Objective: Autosomal dominant familial neurohypophyseal diabetes insipidus (adFNDI) is characterized by severe polyuria and polydipsia and is caused by variations in the gene encoding the AVP prohormone. This study aimed to ascertain a correct diagnosis, to identify the underlying genetic cause of adFNDI in a Swedish family, and to test the hypothesis that the identified synonymous exonic variant in the AVP gene (c.324G>A) causes missplicing and endoplasmic reticulum (ER) retention of the prohormone. Design/Patients: Three affected family members were admitted for fluid deprivation test and dDAVP (1-deamino-8-d-arginine-vasopressin) challenge test.
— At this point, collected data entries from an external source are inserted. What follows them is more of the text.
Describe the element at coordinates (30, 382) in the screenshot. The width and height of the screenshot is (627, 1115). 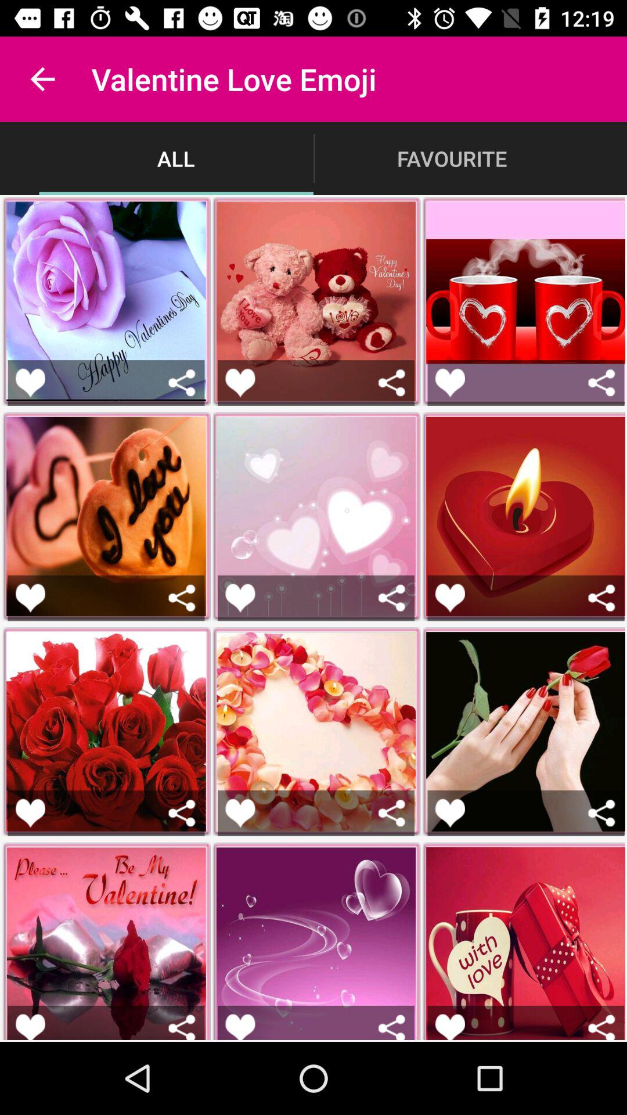
I see `favorite` at that location.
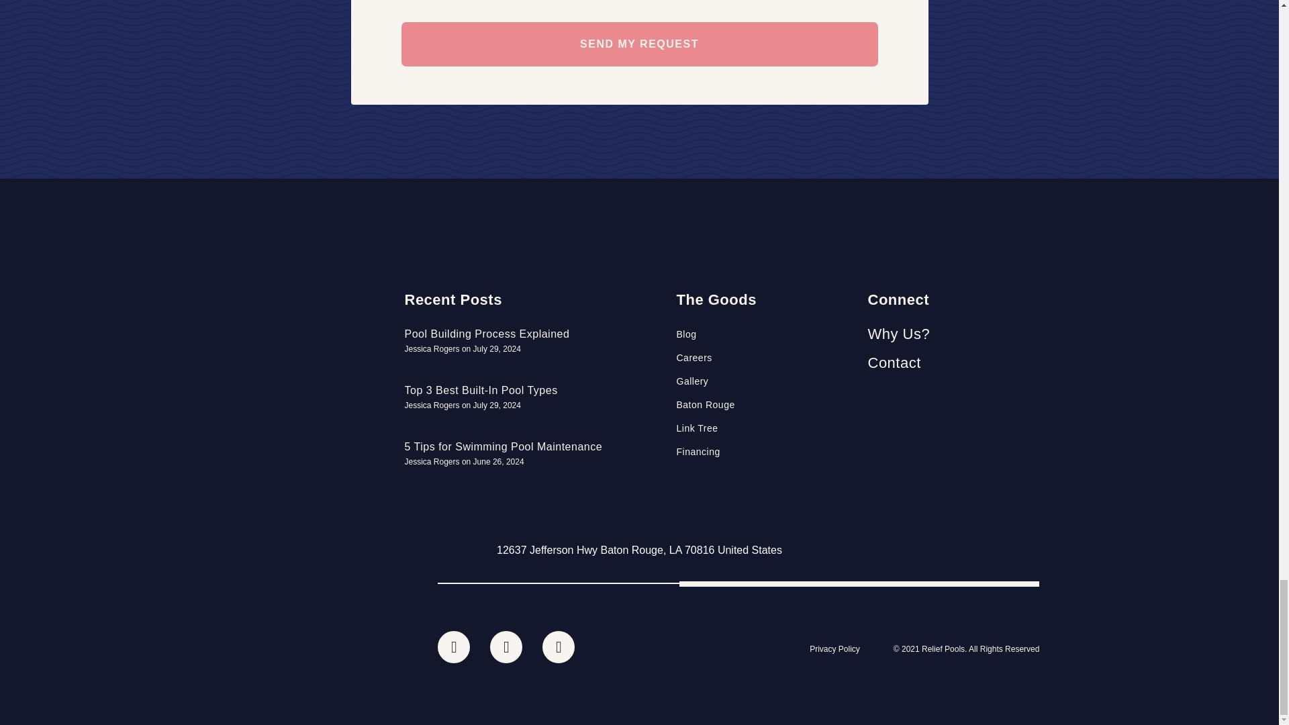 This screenshot has height=725, width=1289. I want to click on Top 3 Best Built-In Pool Types, so click(481, 390).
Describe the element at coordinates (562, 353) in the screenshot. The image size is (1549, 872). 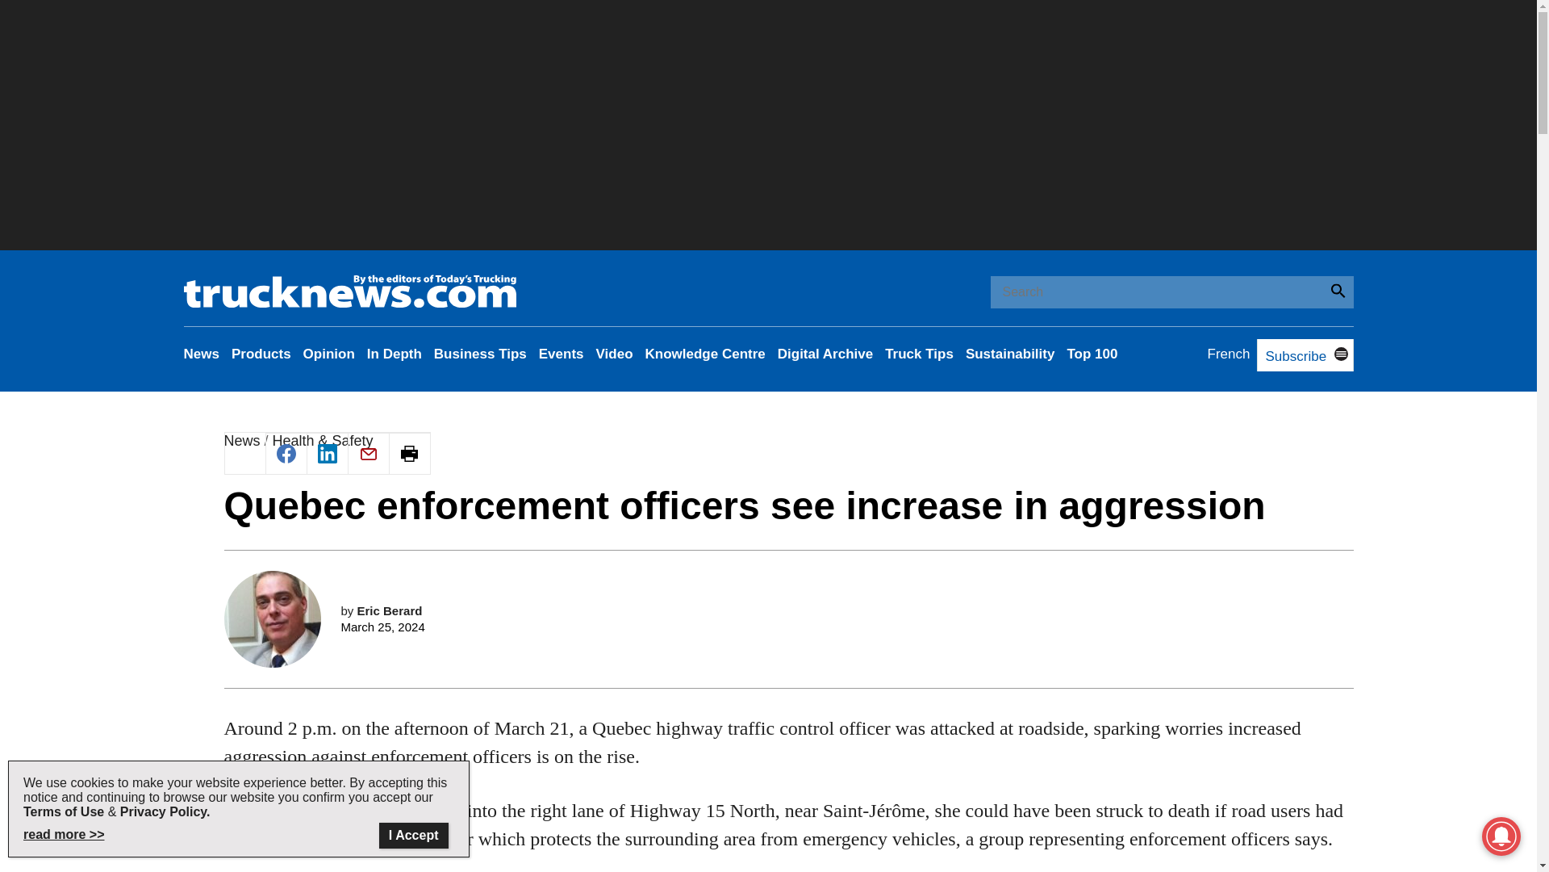
I see `Events` at that location.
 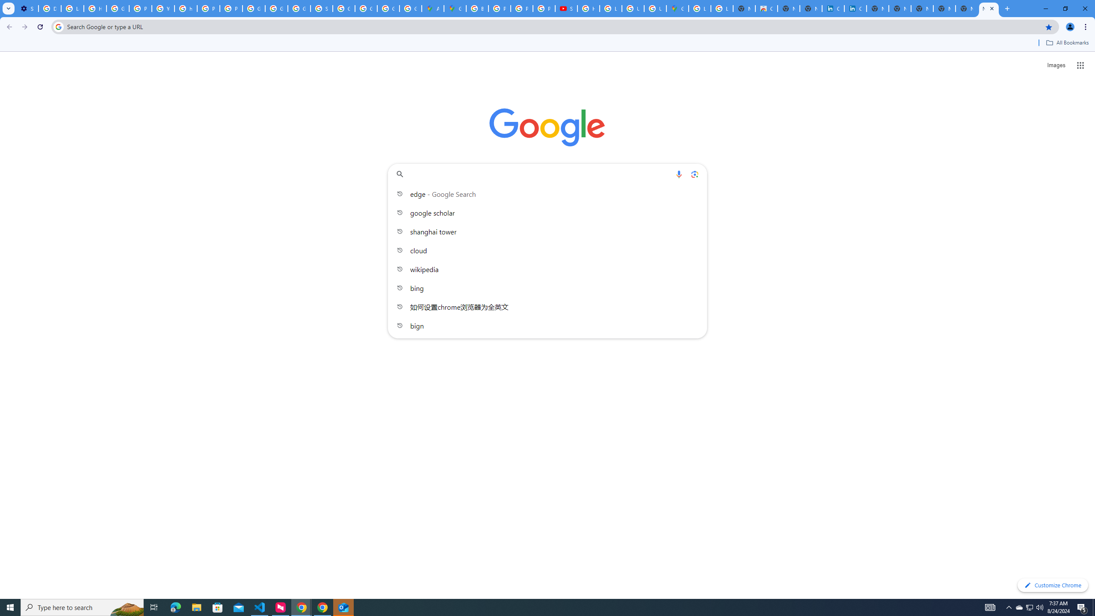 I want to click on Cookie Policy | LinkedIn, so click(x=833, y=9).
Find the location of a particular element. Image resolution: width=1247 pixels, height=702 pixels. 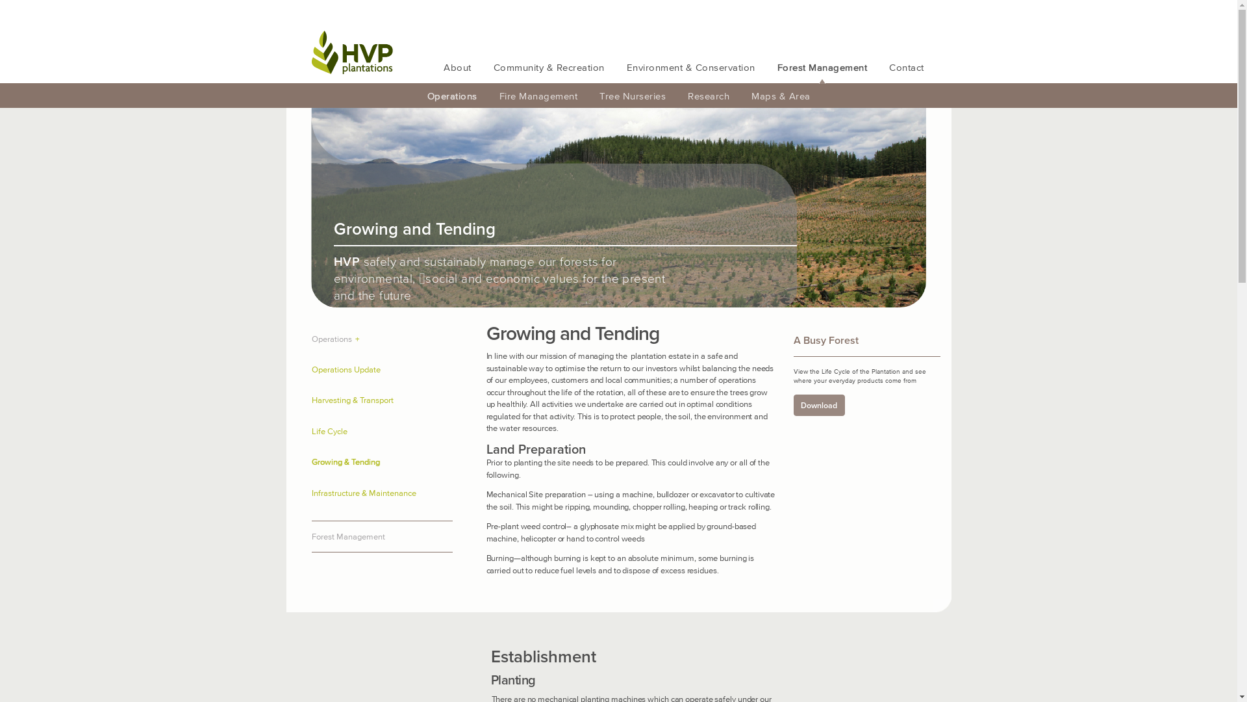

Forest Management is located at coordinates (382, 537).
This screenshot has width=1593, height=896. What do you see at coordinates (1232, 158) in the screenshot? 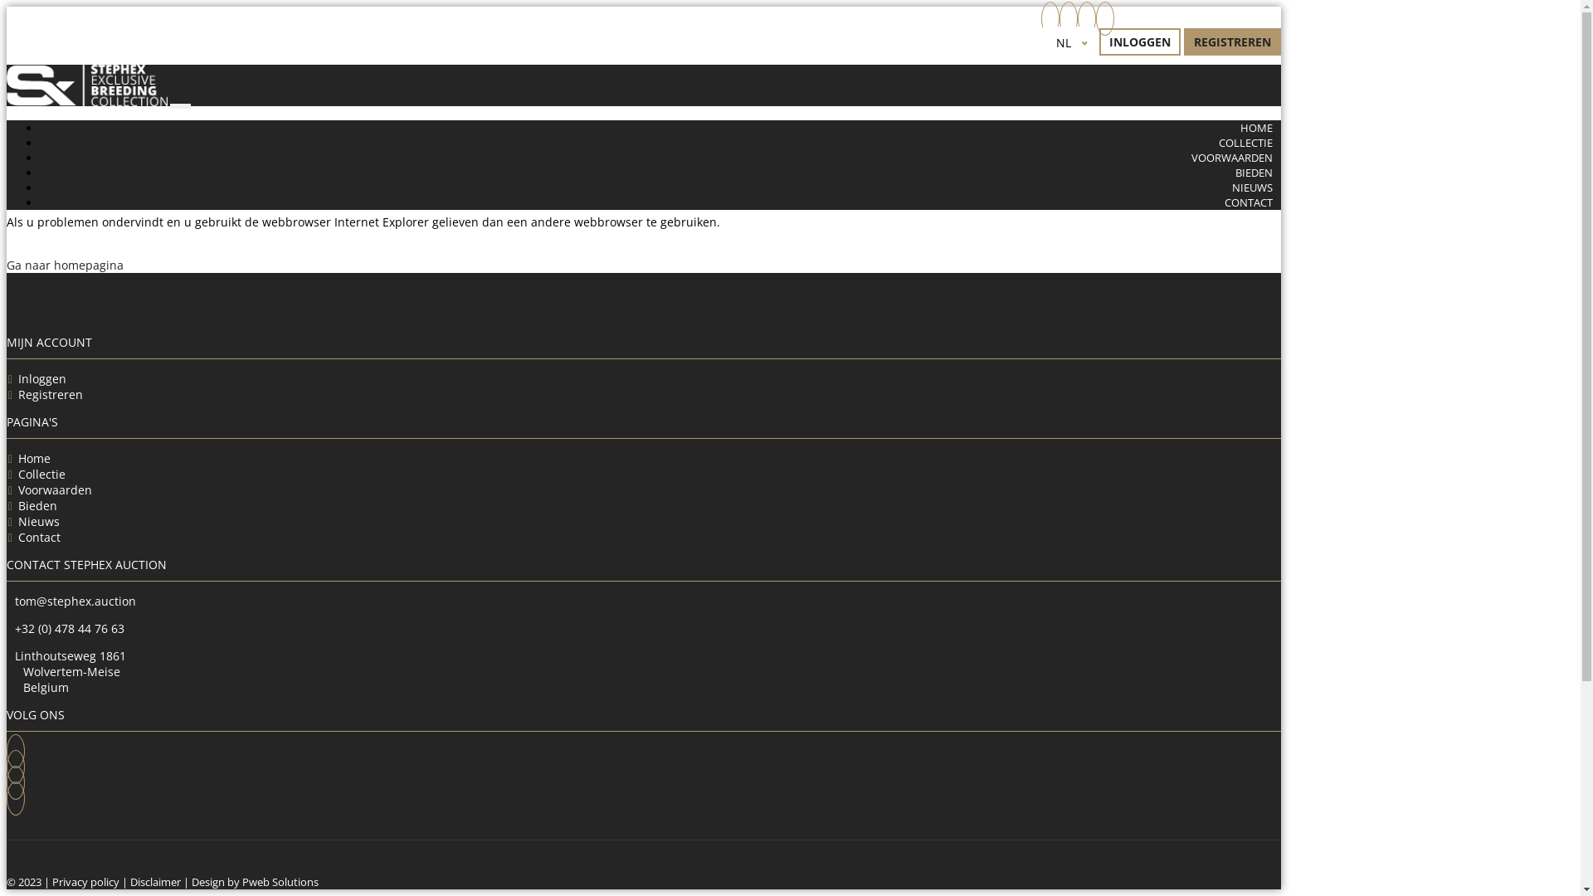
I see `VOORWAARDEN` at bounding box center [1232, 158].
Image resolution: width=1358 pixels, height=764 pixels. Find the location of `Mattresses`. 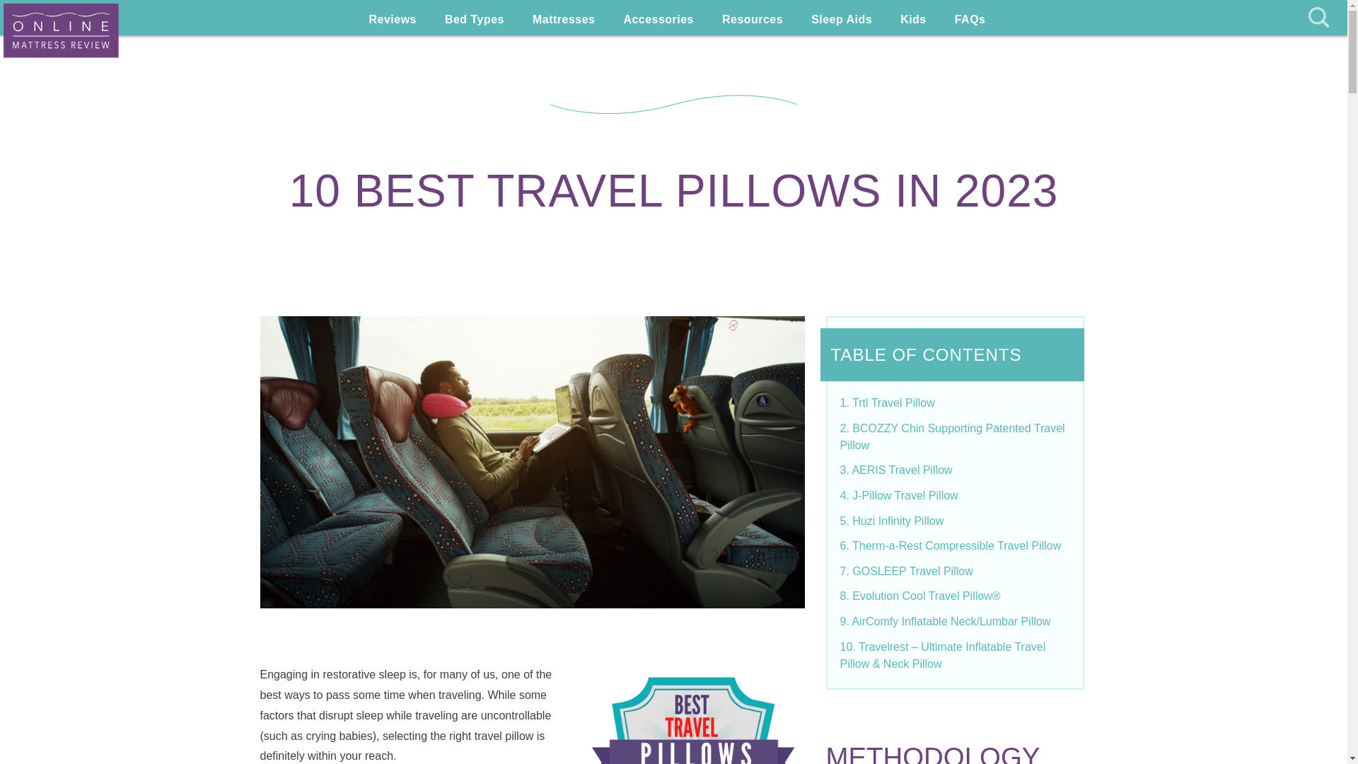

Mattresses is located at coordinates (563, 18).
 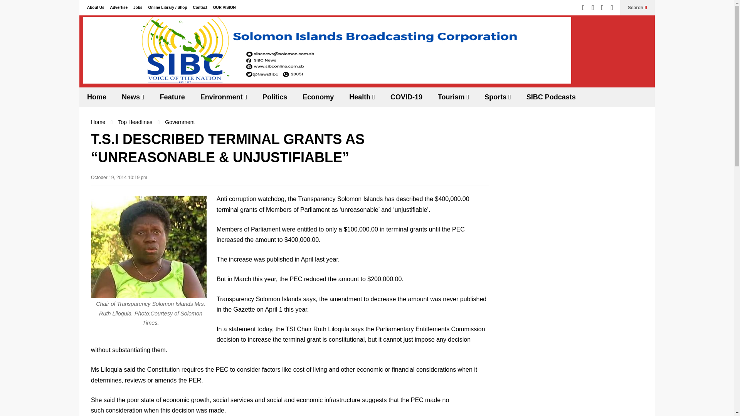 I want to click on Politics, so click(x=275, y=97).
Direct sequencing of the AVP gene was performed in the affected subjects, and genotyping of the identified variant was performed in family members. The variant was examined by expression of AVP minigenes containing the entire coding regions as well as intron 2 of AVP. Methods/Results: Clinical tests revealed significant phenotypical variation with both complete and partial adFNDI phenotype. DNA analysis revealed a synonymous c.324G>A substitution in one allele of the AVP gene in affected family members only. Cellular studies revealed both normally spliced and misspliced pre-mRNA in cells transfected with the AVP c.324G>A minigene. Confocal laser scanning microscopy showed collective localization of the variant prohormone to ER and vesicular structures at the tip of cellular processes. Conclusion: We identified a synonymous variant affecting the second nucleotide of exon 3 in the AVP gene (c.324G>A) in a family in which adFNDI segregates. Notably, we showed that this variant causes partial missplicing of pre-mRNA, resulting in accumulation of the variant prohormone in ER. Our study suggests that even a small amount of aberrant mRNA might be sufficient to disturb cellular function, resulting in adFNDI.


2017 ◽  
Vol 106 (2) ◽  
pp. 167-186 ◽  
Author(s):  
Lise Bols Toustrup ◽  
Helene Kvistgaard ◽  
Johan Palmfeldt ◽  
Charlotte Kjær Bjerre ◽  
Niels Gregersen ◽  
...  

Background/Aim: Variability in the severity and age at onset of autosomal dominant familial neurohypophyseal diabetes insipidus (adFNDI) may be associated with certain types of variants in the arginine vasopressin (AVP) gene. In this study, we aimed to describe a large family with an apparent predominant female occurrence of polyuria and polydipsia and to determine the underlying cause. Methods: The family members reported their family demography and symptoms. Two subjects were diagnosed by fluid deprivation and dDAVP challenge tests. Eight subjects were tested genetically. The identified variant along with 3 previously identified variants in the AVP gene were investigated by heterologous expression in a human neuronal cell line (SH-SY5Y). Results: Both subjects investigated clinically had a partial neurohypophyseal diabetes insipidus phenotype. A g.276_278delTCC variant in the AVP gene causing a Ser18del deletion in the signal peptide (SP) of the AVP preprohormone was perfectly co-segregating with the disease. When expressed in SH-SY5Y cells, the Ser18del variant along with 3 other SP variants (g.227G>A, Ser17Phe, and Ala19Thr) resulted in reduced AVP mRNA, impaired AVP secretion, and partial AVP prohormone degradation and retention in the endoplasmic reticulum. Impaired SP cleavage was demonstrated directly in cells expressing the Ser18del, g.227G>A, and Ala19Thr variants, using state-of-the-art mass spectrometry. Conclusion: Variants affecting the SP of the AVP preprohormone cause adFNDI with variable phenotypes by a mechanism that may involve impaired SP cleavage combined with effects at the mRNA, protein, and cellular level.